The 2008 lie

2008 wasn't a subprime crisis. It was something worse.

We’ll diverge a little from underreported short term events and move to something I think it key to understanding about the last 20 years of policy.

You might even get a bit enraged about this.

See, the reasons for 2008 occurring have been spoken about in seriously ‘wrong’ ways.

It has been labelled the sub prime crisis for years, under the perception that it was people with really low credit ratings that had been the cause of it once the economy turned and went down the toilet…

But is this what actually happened?

I was chatting with Tim about this before writing, and he used to sell luxury villas in Spain…

This was his take…

2008 was not a subprime crisis — it was a crisis of people earning well who wanted more.

For so long we have been fed the view that subprime borrowers were the cause of the GFC, when in fact it was middle class borrowers and high FICO (credit score) borrowers who really caused it.

And this makes sense, right?

Those more capable of taking out more credit will be the ones causing issues with liquidity when their debts can’t be repaid, versus sub-prime borrowers, whose mortgages are already priced accordingly and therefore risks to default know, being the cause.

Here’s what MIT professor Manuel Adelino says about this…

The subprime crisis argument is that the supply of credit to low-income households fuelled increasing house prices, and was the source of the crash. We studied data on all mortgages originated in the United States between 2002 and 2006. We could see the size of the mortgage and the income reported by the buyers. We also had ZIP code-level data from the IRS, and we had access to a sample of mortgages for which we could see whether they were still current on their payments or had defaulted.

We found there was no explosion of credit offered to lower-income borrowers. In fact, home ownership rates among the poorest 20 percent of Americans fell during the boom because those buyers were being priced out of the market. Instead, we found credit was expanded across the board. Everybody was playing the same game. But credit expanded most drastically in areas where house prices were rising the most, and these were markets that were beyond the reach of lower-income borrowers.

The overwhelming majority of mortgages were going to middle income and relatively high income households during the boom, just as they have always done.

Even in the Big Short, there were depictions where the poorer family seemed to have the big house in Florida…

That’s factually illiterate and largely a poor display by the movie to fuel the idea that lower income borrowers were the cause of collapse.

The example of the stripper was certainly more relevant — a relatively high risk borrower with multiple properties.

It’s very interesting because 2008 was almost a special case, historically…

But what caused the financial crisis was that middle- and high-income borrowers – including speculators who bought up homes to sell for profit – began defaulting at unprecedented rates.
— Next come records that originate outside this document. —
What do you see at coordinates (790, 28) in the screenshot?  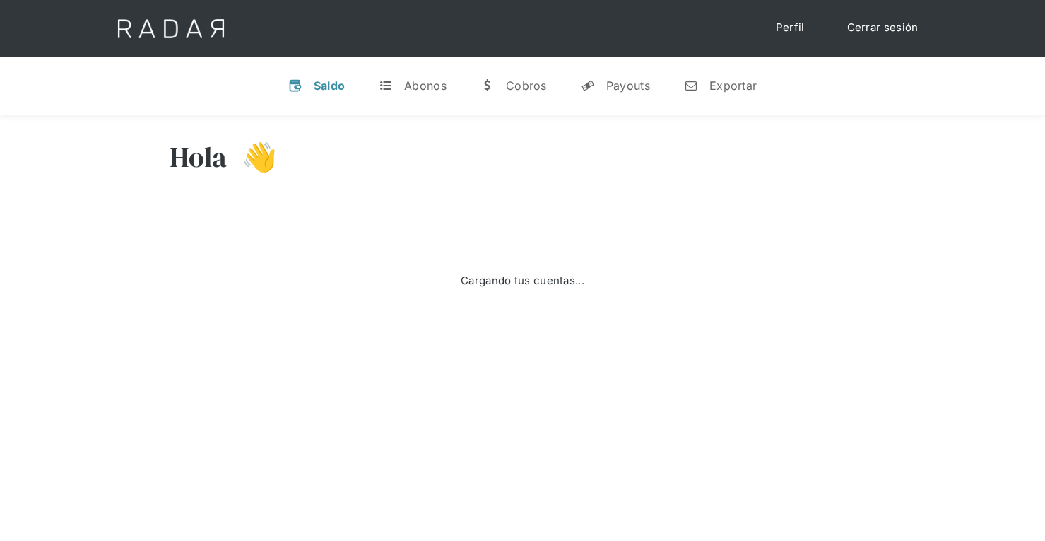 I see `a: Perfil` at bounding box center [790, 28].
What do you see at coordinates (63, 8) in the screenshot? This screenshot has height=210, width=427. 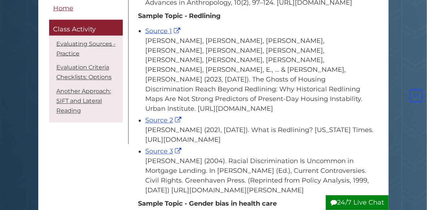 I see `span: Home` at bounding box center [63, 8].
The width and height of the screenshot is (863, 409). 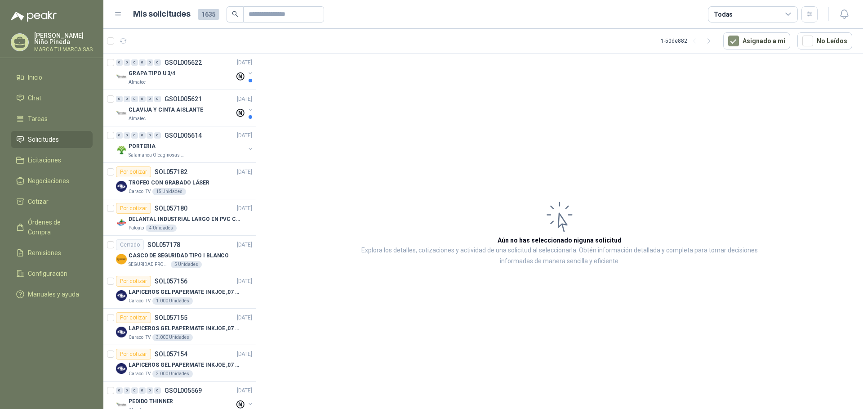 What do you see at coordinates (52, 294) in the screenshot?
I see `a: Manuales y ayuda` at bounding box center [52, 294].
We had a crisis because non-subprime borrowers defaulted, where previously they very rarely had.

In 2003, 71 percent of delinquent mortgages were held by subprime borrowers. But by 2006, subprime borrowers were holding only 39 percent of delinquent mortgages. Not only that, there just aren’t enough low-income borrowers to bring down the financial system, it’s too robust for that.

But why does this matter?

Well it’s because for years after, mortgages weren’t extended to lower income households, even though they weren’t at fault for defaults.

Policy and regulation was changed with the view that lower income subprime borrowers were the problem when in fact it was not them.

If you make policy and change regulations on a false premise, that’s not a good look and is very likely to constrain economic growth — which, it did, whilst adding zero stability to the banking system post 2008 (other things did, like the massive liquidity injections from global central banks!).

Are there parallels with today?

Perhaps there might be with buy to let mortgages?

Landlords who are overleveraged maybe?

The Bank of England did a report on this last year, looking at the state of the BTL market in the UK and it seems all good — but it seemed all good pre 2008 as well.

Key quote…

Around 9% of the BTL stock of loans is securitised, compared with around 5% for owner-occupiers.

The biggest risk to the BTL sector is a combination of unemployment, regulatory changes and fiscal constraints from the Treasury…

And could this be the precursor to Fred Harrison’s 18 year property cycle theory?